I suddenly remembered an occasion many years ago when I met an elderly Austrian man and admired a magnificent set of eight mahogany dining-room chairs in his home. His eyes had filled with tears as he said: 'Ah, my dear friend Wilhelm! When he died his good wife asked me to choose a little keepsake. So I chose these chairs.' I had often wondered what that poor widow thought.
I only hoped that Mary would not take a fancy to the cottage staircase or Dolly's kitchen dresser. It was some comfort to remember that she had to transport her choice to the United States eventually, and weight would have to be considered.
Mary Linkenhorn turned out to be a middle-aged, cheerful woman with absolutely nothing in her appearance to connect her with Dolly Clare.
She was beautifully dressed with many fine rings and a three-row string of pearls. Her expensive crocodile shoes had high heels and matched an enormous handbag. I felt that she was perhaps a little too exquisitely turned out for a morning visit to a cottage where possibly Wayne Richards's employees were messing about with plaster and emulsion paint. However, I liked her at once. She was friendly and unaffected, and obviously delighted to be going to see Dolly's house. She chattered about her early memories of the place, and of her affection for her Aunt Dolly.
'My mother, I'm sorry to say, rather looked down on her, you know. She was a bit of a social climber, my mother, I mean, and she felt that she couldn't invite Dolly to meet some of her affluent Caxley friends.'
'Dolly Clare,' I said, 'would have been welcomed in any society.'
'I agree, but mother didn't think so. To tell the truth, my brother and I fell out with her when we were old enough to leave home. We visited her, of course, and always kept in touch by letters when we left England, but there wasn't much love lost. She was a headstrong woman, and we were better apart.'
'What happened to your brother?'
'He went sheep farming in New Zealand, and did very well, but he contracted cancer some three years ago, and died last Christmas.'
We drew in to the side of the lane outside Dolly's cottage, and I switched off the engine.
Mary sat, silently gazing at the little thatched house. I was rather relieved to see that no builders were at work this morning. We should have the house to ourselves.
It was very quiet in the lane, and we were both content to sit there in silence. A lark was singing overhead, high above the great whale-back of the downs behind the village. A young pheasant crossed the road a few yards from the car, stepping haughtily from one grass verge to the other, and ignoring a small animal, shrew or vole, which streaked across the road within yards of the bird.
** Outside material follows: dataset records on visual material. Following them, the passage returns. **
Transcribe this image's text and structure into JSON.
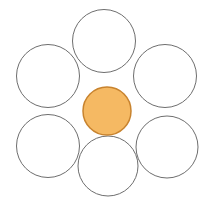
{
  "figure": {
    "name": "hexagonal-circle-packing",
    "canvas": {
      "width": 214,
      "height": 201,
      "background_color": "#ffffff"
    },
    "palette": {
      "background": "#ffffff",
      "satellite_fill": "#ffffff",
      "satellite_stroke": "#6e6e6e",
      "center_fill": "#f5b963",
      "center_stroke": "#c8832e"
    },
    "stroke_widths": {
      "satellite": 1,
      "center": 1.5
    },
    "counts": {
      "satellite_circles": 6,
      "center_circles": 1,
      "total_circles": 7
    }
  },
  "chart_data": {
    "type": "scatter",
    "xlabel": "",
    "ylabel": "",
    "xlim": [
      0,
      214
    ],
    "ylim": [
      0,
      201
    ],
    "grid": false,
    "legend": "none",
    "series": [
      {
        "name": "satellite-circles",
        "fill": "#ffffff",
        "stroke": "#6e6e6e",
        "stroke_width": 1,
        "points": [
          {
            "label": "top",
            "cx": 104,
            "cy": 41,
            "r": 31.5
          },
          {
            "label": "upper-left",
            "cx": 48,
            "cy": 76,
            "r": 31.5
          },
          {
            "label": "upper-right",
            "cx": 165,
            "cy": 76,
            "r": 31.5
          },
          {
            "label": "lower-left",
            "cx": 48,
            "cy": 146,
            "r": 31.5
          },
          {
            "label": "lower-right",
            "cx": 167,
            "cy": 147,
            "r": 31.0
          },
          {
            "label": "bottom",
            "cx": 108,
            "cy": 166,
            "r": 30.0
          }
        ]
      },
      {
        "name": "center-circle",
        "fill": "#f5b963",
        "stroke": "#c8832e",
        "stroke_width": 1.5,
        "points": [
          {
            "label": "center",
            "cx": 107,
            "cy": 111,
            "r": 24.0
          }
        ]
      }
    ]
  }
}
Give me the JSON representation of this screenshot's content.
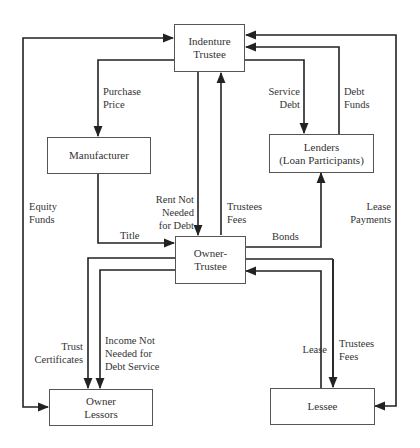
{
  "diagram": {
    "type": "flow",
    "nodes": [
      {
        "id": "indenture_trustee",
        "lines": [
          "Indenture",
          "Trustee"
        ]
      },
      {
        "id": "manufacturer",
        "lines": [
          "Manufacturer"
        ]
      },
      {
        "id": "lenders",
        "lines": [
          "Lenders",
          "(Loan Participants)"
        ]
      },
      {
        "id": "owner_trustee",
        "lines": [
          "Owner-",
          "Trustee"
        ]
      },
      {
        "id": "owner_lessors",
        "lines": [
          "Owner",
          "Lessors"
        ]
      },
      {
        "id": "lessee",
        "lines": [
          "Lessee"
        ]
      }
    ],
    "edges": [
      {
        "id": "purchase_price",
        "lines": [
          "Purchase",
          "Price"
        ],
        "from": "indenture_trustee",
        "to": "manufacturer"
      },
      {
        "id": "service_debt",
        "lines": [
          "Service",
          "Debt"
        ],
        "from": "indenture_trustee",
        "to": "lenders"
      },
      {
        "id": "debt_funds",
        "lines": [
          "Debt",
          "Funds"
        ],
        "from": "lenders",
        "to": "indenture_trustee"
      },
      {
        "id": "equity_funds",
        "lines": [
          "Equity",
          "Funds"
        ],
        "from": "owner_lessors",
        "to": "indenture_trustee"
      },
      {
        "id": "lease_payments",
        "lines": [
          "Lease",
          "Payments"
        ],
        "from": "lessee",
        "to": "indenture_trustee"
      },
      {
        "id": "rent_not_needed",
        "lines": [
          "Rent Not",
          "Needed",
          "for Debt"
        ],
        "from": "indenture_trustee",
        "to": "owner_trustee"
      },
      {
        "id": "trustees_fees_top",
        "lines": [
          "Trustees",
          "Fees"
        ],
        "from": "owner_trustee",
        "to": "indenture_trustee"
      },
      {
        "id": "title",
        "lines": [
          "Title"
        ],
        "from": "manufacturer",
        "to": "owner_trustee"
      },
      {
        "id": "bonds",
        "lines": [
          "Bonds"
        ],
        "from": "owner_trustee",
        "to": "lenders"
      },
      {
        "id": "trust_certificates",
        "lines": [
          "Trust",
          "Certificates"
        ],
        "from": "owner_trustee",
        "to": "owner_lessors"
      },
      {
        "id": "income_not_needed",
        "lines": [
          "Income Not",
          "Needed for",
          "Debt Service"
        ],
        "from": "owner_trustee",
        "to": "owner_lessors"
      },
      {
        "id": "lease",
        "lines": [
          "Lease"
        ],
        "from": "owner_trustee",
        "to": "lessee"
      },
      {
        "id": "trustees_fees_bottom",
        "lines": [
          "Trustees",
          "Fees"
        ],
        "from": "lessee",
        "to": "owner_trustee"
      }
    ]
  }
}
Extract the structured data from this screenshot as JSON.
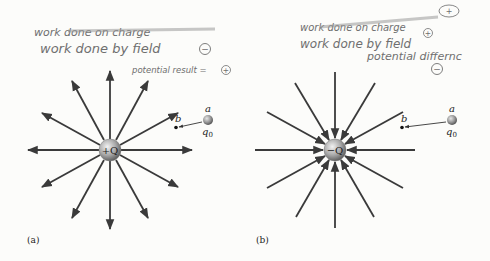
{
  "annotations": {
    "left": {
      "struck_text": "work done on charge",
      "line1": "work done by field",
      "line1_sign": "−",
      "line2": "potential result = ",
      "line2_sign": "+"
    },
    "right": {
      "struck_text": "work done on charge",
      "struck_sign": "+",
      "line1": "work done by field",
      "line1_sign": "+",
      "line2": "potential differnc",
      "line2_sign": "−"
    }
  },
  "panels": [
    {
      "id": "a",
      "caption": "(a)",
      "charge_label": "+Q",
      "field_direction": "outward",
      "point_a_label": "a",
      "point_b_label": "b",
      "test_charge_label": "q",
      "test_charge_subscript": "0"
    },
    {
      "id": "b",
      "caption": "(b)",
      "charge_label": "−Q",
      "field_direction": "inward",
      "point_a_label": "a",
      "point_b_label": "b",
      "test_charge_label": "q",
      "test_charge_subscript": "0"
    }
  ],
  "colors": {
    "field_line": "#3a3a3a",
    "sphere_light": "#e8e8e8",
    "sphere_dark": "#6a6a6a",
    "handwriting": "#6f6f6f"
  }
}
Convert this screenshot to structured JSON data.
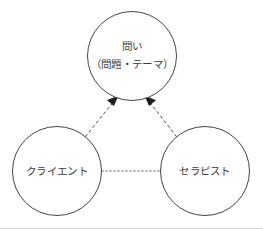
{
  "figure": {
    "width": 263,
    "height": 233,
    "background_color": "#ffffff",
    "type": "triangle-relationship-diagram"
  },
  "nodes": [
    {
      "id": "question",
      "name": "question-node",
      "cx": 132,
      "cy": 56,
      "r": 44.5,
      "lines": [
        "問い",
        "（問題・テーマ）"
      ],
      "line1": "問い",
      "line2": "（問題・テーマ）",
      "stroke_color": "#454545",
      "fill_color": "#ffffff"
    },
    {
      "id": "client",
      "name": "client-node",
      "cx": 57,
      "cy": 171,
      "r": 44.5,
      "lines": [
        "クライエント"
      ],
      "line1": "クライエント",
      "stroke_color": "#454545",
      "fill_color": "#ffffff"
    },
    {
      "id": "therapist",
      "name": "therapist-node",
      "cx": 205,
      "cy": 171,
      "r": 44.5,
      "lines": [
        "セラピスト"
      ],
      "line1": "セラピスト",
      "stroke_color": "#454545",
      "fill_color": "#ffffff"
    }
  ],
  "edges": [
    {
      "id": "client-to-question",
      "name": "client-to-question-arrow",
      "from": "client",
      "to": "question",
      "style": "dashed",
      "arrowhead": "filled-triangle",
      "direction": "one-way",
      "color": "#4a4a4a"
    },
    {
      "id": "therapist-to-question",
      "name": "therapist-to-question-arrow",
      "from": "therapist",
      "to": "question",
      "style": "dashed",
      "arrowhead": "filled-triangle",
      "direction": "one-way",
      "color": "#4a4a4a"
    },
    {
      "id": "client-therapist",
      "name": "client-therapist-connector",
      "from": "client",
      "to": "therapist",
      "style": "dashed",
      "arrowhead": "none",
      "direction": "none",
      "color": "#585858"
    }
  ],
  "rule": {
    "name": "bottom-rule",
    "color": "#d8d8d8",
    "y": 228.5
  }
}
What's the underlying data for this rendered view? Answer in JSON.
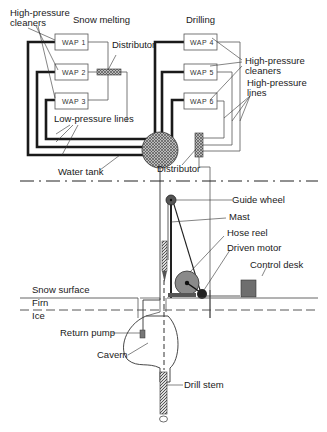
{
  "diagram": {
    "sections": {
      "snow_melting": "Snow melting",
      "drilling": "Drilling"
    },
    "units": {
      "wap1": "WAP 1",
      "wap2": "WAP 2",
      "wap3": "WAP 3",
      "wap4": "WAP 4",
      "wap5": "WAP 5",
      "wap6": "WAP 6"
    },
    "labels": {
      "hp_cleaners_left_1": "High-pressure",
      "hp_cleaners_left_2": "cleaners",
      "distributor_top": "Distributor",
      "hp_cleaners_right_1": "High-pressure",
      "hp_cleaners_right_2": "cleaners",
      "hp_lines_1": "High-pressure",
      "hp_lines_2": "lines",
      "low_pressure_lines": "Low-pressure lines",
      "water_tank": "Water tank",
      "distributor_bottom": "Distributor",
      "guide_wheel": "Guide wheel",
      "mast": "Mast",
      "hose_reel": "Hose reel",
      "driven_motor": "Driven motor",
      "control_desk": "Control desk",
      "snow_surface": "Snow surface",
      "firn": "Firn",
      "ice": "Ice",
      "return_pump": "Return pump",
      "cavern": "Cavern",
      "drill_stem": "Drill stem"
    },
    "colors": {
      "line": "#1a1a1a",
      "thin_line": "#555555",
      "hatch_fill": "#888888",
      "reel_fill": "#8a8a8a",
      "motor_fill": "#222222",
      "desk_fill": "#6e6e6e"
    }
  }
}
There was a fragrance in the air compounded of cut grass, wild flowers and, above all, the pungent scent of a nearby elder bush heavy with creamy flowers.
Mary broke the silence first.
'It's so small,' she said.
'Actually,' I told her, 'it has been enlarged since your time. Dolly had the sitting-room made wider, and the kitchen too. But I agree, it is a little house. I think that's why I like it so much.'
We climbed out of the car, and I unlocked the front door. The familiar smell greeted me of ancient wood, slight dampness, and the faint smell of dried lavender which Dolly had never failed to keep in china bowls in each room.
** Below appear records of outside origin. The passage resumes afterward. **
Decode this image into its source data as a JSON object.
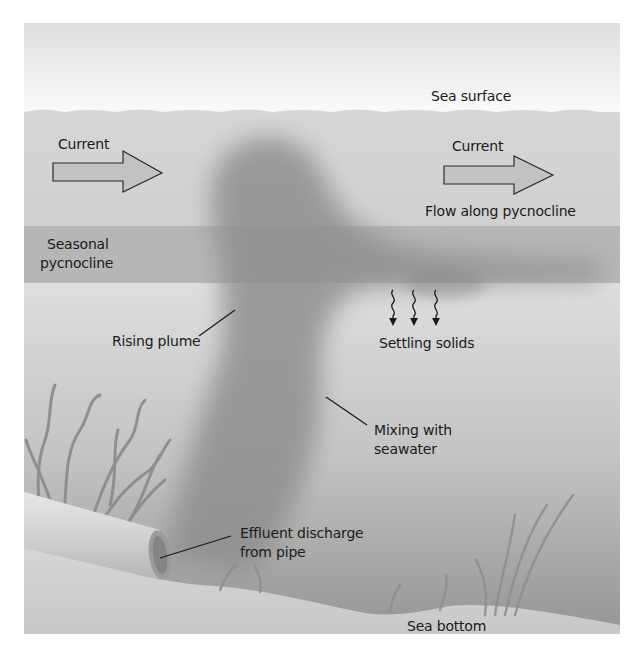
{
  "figure": {
    "type": "cross-section diagram",
    "colors": {
      "air": "#f4f4f4",
      "surface_water": "#dcdcdc",
      "pycnocline_band": "#b5b5b5",
      "deep_water_top": "#d9d9d9",
      "deep_water_bottom": "#9a9a9a",
      "sea_bottom": "#cfcfcf",
      "plume": "#8c8c8c",
      "arrow_fill": "#c2c2c2",
      "text": "#1a1a1a"
    }
  },
  "labels": {
    "sea_surface": "Sea surface",
    "current_left": "Current",
    "current_right": "Current",
    "flow_along_pycnocline": "Flow along pycnocline",
    "seasonal_pycnocline_line1": "Seasonal",
    "seasonal_pycnocline_line2": "pycnocline",
    "rising_plume": "Rising plume",
    "settling_solids": "Settling solids",
    "mixing_line1": "Mixing with",
    "mixing_line2": "seawater",
    "effluent_line1": "Effluent discharge",
    "effluent_line2": "from pipe",
    "sea_bottom": "Sea bottom"
  }
}
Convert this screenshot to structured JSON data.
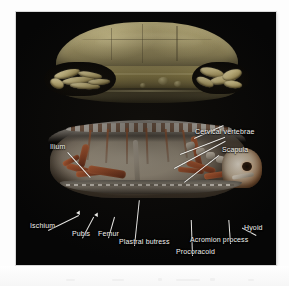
{
  "figure": {
    "background_color": "#060606",
    "panels": [
      {
        "id": "shell-view",
        "name": "external-shell-ct-render",
        "description": "Volume-rendered external view of turtle shell, lateral aspect",
        "palette": {
          "carapace": "#93885c",
          "bridge": "#7e7244",
          "bone": "#d6c78c",
          "shadow": "#2a2718"
        }
      },
      {
        "id": "skeleton-view",
        "name": "internal-skeleton-ct-render",
        "description": "Cutaway sagittal CT render showing internal skeleton of turtle",
        "palette": {
          "bone_red": "#a04d2a",
          "bone_pale": "#bcb2a2",
          "plastron": "#8a8276",
          "carapace_edge": "#a9a49c"
        }
      }
    ],
    "annotations": [
      {
        "id": "ilium",
        "label": "Ilium",
        "text_x": 50,
        "text_y": 147,
        "anchor_x": 84,
        "anchor_y": 178
      },
      {
        "id": "cervical-vertebrae",
        "label": "Cervical vertebrae",
        "text_x": 195,
        "text_y": 132,
        "anchor_x": 176,
        "anchor_y": 156
      },
      {
        "id": "scapula",
        "label": "Scapula",
        "text_x": 222,
        "text_y": 150,
        "anchor_x": 186,
        "anchor_y": 188
      },
      {
        "id": "ischium",
        "label": "Ischium",
        "text_x": 30,
        "text_y": 226,
        "anchor_x": 72,
        "anchor_y": 214
      },
      {
        "id": "pubis",
        "label": "Pubis",
        "text_x": 72,
        "text_y": 234,
        "anchor_x": 94,
        "anchor_y": 214
      },
      {
        "id": "femur",
        "label": "Femur",
        "text_x": 98,
        "text_y": 234,
        "anchor_x": 114,
        "anchor_y": 212
      },
      {
        "id": "plastral-butress",
        "label": "Plastral butress",
        "text_x": 119,
        "text_y": 242,
        "anchor_x": 140,
        "anchor_y": 196
      },
      {
        "id": "procoracoid",
        "label": "Procoracoid",
        "text_x": 176,
        "text_y": 252,
        "anchor_x": 184,
        "anchor_y": 214
      },
      {
        "id": "acromion-process",
        "label": "Acromion process",
        "text_x": 190,
        "text_y": 240,
        "anchor_x": 218,
        "anchor_y": 214
      },
      {
        "id": "hyoid",
        "label": "Hyoid",
        "text_x": 244,
        "text_y": 228,
        "anchor_x": 232,
        "anchor_y": 212
      }
    ]
  }
}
The furniture remained much as Dolly had left it. Some if it would have to go later to the Caxley auctioneers; I had removed anything portable of value to my school house for safety. Beech Green may look idyllic to the passing stranger, but it has its share of villains, as well as a few marauders from elsewhere who take advantage of the nearby motorway to steal anything which will bring them a few pounds, and then make a hasty getaway. It was this hoard which I proposed to display to Mary when we returned to my house for lunch, so that she could choose her keepsake; and this I told her.